The week spent laboring on windows several hundred feet off solid ground comes to an end. My tired body hurts all over again like a spiteful, mocking re-run of my first days as a window cleaner, though this time older and dusty. On the plus side, carrying two hundred pounds of lead ingots up flights of stairs to the building's roof to use as counterweights costs significantly less than 24hr. Fitness. In fact they pay me to work out.
Lemons, lemonade, Meadowlark.
Those non-Harlem Globetrotter fans may pick up frame of reference right here.
I am adjusting my perceptions to realign with necessities, rather than preferences. Call it a new preference. By using my day's labors to "work out", I feel better about myself and my earning a good wage. By seeing middle of the night diaper changing sessions as another opportunity to be with my little girl, I have fun. It's like this great Tich Nat Han exercise; while washing dishes, pots, and pans in the sink, imagine you're bathing the Buddha. The same care, respect, reverence, and dignity that comes with an experience like that is available at any level of service. It's just a matter of re framing your perception. No Shirt, No Shoes, No Problem.
That is harder to do than it sounds. Believe me, I fail to keep out my indignation at the mere prospect of dishes, but now, somehow, it is in service to something greater. And that is a real freedom.
Recently I spoke at length with a friend curious of my spiritual back ground, but we ended up talking about his religious beliefs. They are very strong and upheld by an experience he once had while in college. He was transformed during an act of prayer and, as he says it, "came to the lord." This experience guides him to this day, and he is in his sixties. It proves to him, without a shadow of a doubt that the Bible is sourced from the word of God. I listened respectfully.
Amidst our discussion were obvious shields proffered to ward off any attacks of prostelization. We remained respectful of the slowly revealed morass of differences and began to retreat. At once he quoted scriptures providing dialogue that self-referentially insists it is anathema to questions. How can you question that, much less prove it? That, to me, is a discussion ender.
But I was most moved by my friend's conviction and the resulting behavior it has carved from his life. He is a good man. Generous, kind, forgiving, earnest, and hard working. He is a father, a husband, and now caring for an ailing mother in law. I see nothing in this man's behavior to suggest that his spiritual life is at all counter to what I believe is the correct way to live. Quite the contrary.
So we're really talking about the same things, just giving them different frames. A little more to the left.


> **Exercise directions**
Once the images are removed, set down everything else in the listing below exactly.

> **Input**
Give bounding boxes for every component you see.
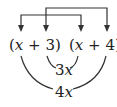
arrowhead-icon [104,25,110,32]
outer-product-label: 4x [55,83,74,101]
outer-terms-arc [73,56,106,89]
inner-product-label: 3x [55,61,74,79]
arrowhead-icon [78,25,84,32]
left-factor: (x + 3) [9,36,61,54]
right-factor: (x + 4) [69,36,117,54]
arrowhead-icon [43,25,49,32]
outer-terms-arc [21,56,53,89]
first-terms-bracket [18,15,84,32]
last-terms-bracket [43,8,110,32]
arrowhead-icon [18,25,24,32]
foil-diagram: (x + 3) (x + 4) 3x 4x [0,0,117,107]
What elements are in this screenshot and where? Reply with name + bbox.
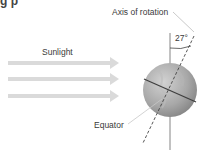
sunlight-arrows bbox=[8, 57, 119, 102]
earth-tilt-diagram bbox=[0, 0, 207, 155]
axis-of-rotation-label: Axis of rotation bbox=[112, 8, 168, 17]
axis-label-leader bbox=[173, 12, 194, 32]
tilt-angle-arc bbox=[170, 46, 191, 49]
tilt-angle-label: 27° bbox=[175, 34, 188, 43]
sunlight-arrow-3 bbox=[8, 90, 119, 102]
equator-label: Equator bbox=[94, 121, 124, 130]
sunlight-arrow-2 bbox=[8, 73, 119, 85]
sunlight-label: Sunlight bbox=[42, 48, 73, 57]
sunlight-arrow-1 bbox=[8, 57, 119, 69]
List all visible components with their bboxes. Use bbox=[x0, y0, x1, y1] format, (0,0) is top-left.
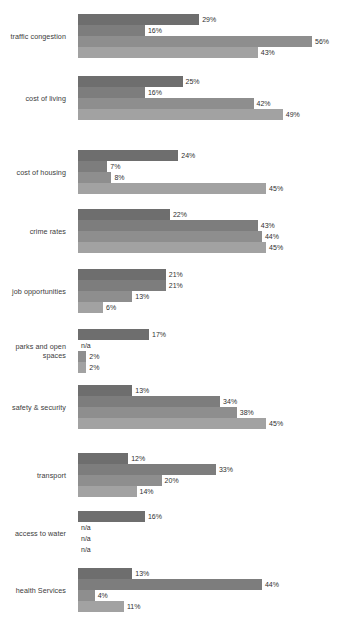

> **Written answer**
Give bounding boxes for every component you see.
arrowhead-icon [104,25,110,32]
outer-product-label: 4x [55,83,74,101]
outer-terms-arc [73,56,106,89]
inner-product-label: 3x [55,61,74,79]
arrowhead-icon [78,25,84,32]
left-factor: (x + 3) [9,36,61,54]
right-factor: (x + 4) [69,36,117,54]
arrowhead-icon [43,25,49,32]
outer-terms-arc [21,56,53,89]
first-terms-bracket [18,15,84,32]
last-terms-bracket [43,8,110,32]
arrowhead-icon [18,25,24,32]
foil-diagram: (x + 3) (x + 4) 3x 4x [0,0,117,107]
What elements are in this screenshot and where? Reply with name + bbox.
sunlight-arrows bbox=[8, 57, 119, 102]
earth-tilt-diagram bbox=[0, 0, 207, 155]
axis-of-rotation-label: Axis of rotation bbox=[112, 8, 168, 17]
axis-label-leader bbox=[173, 12, 194, 32]
tilt-angle-arc bbox=[170, 46, 191, 49]
tilt-angle-label: 27° bbox=[175, 34, 188, 43]
sunlight-arrow-3 bbox=[8, 90, 119, 102]
equator-label: Equator bbox=[94, 121, 124, 130]
sunlight-arrow-2 bbox=[8, 73, 119, 85]
sunlight-label: Sunlight bbox=[42, 48, 73, 57]
sunlight-arrow-1 bbox=[8, 57, 119, 69]
List all visible components with their bboxes. Use bbox=[x0, y0, x1, y1] format, (0,0) is top-left.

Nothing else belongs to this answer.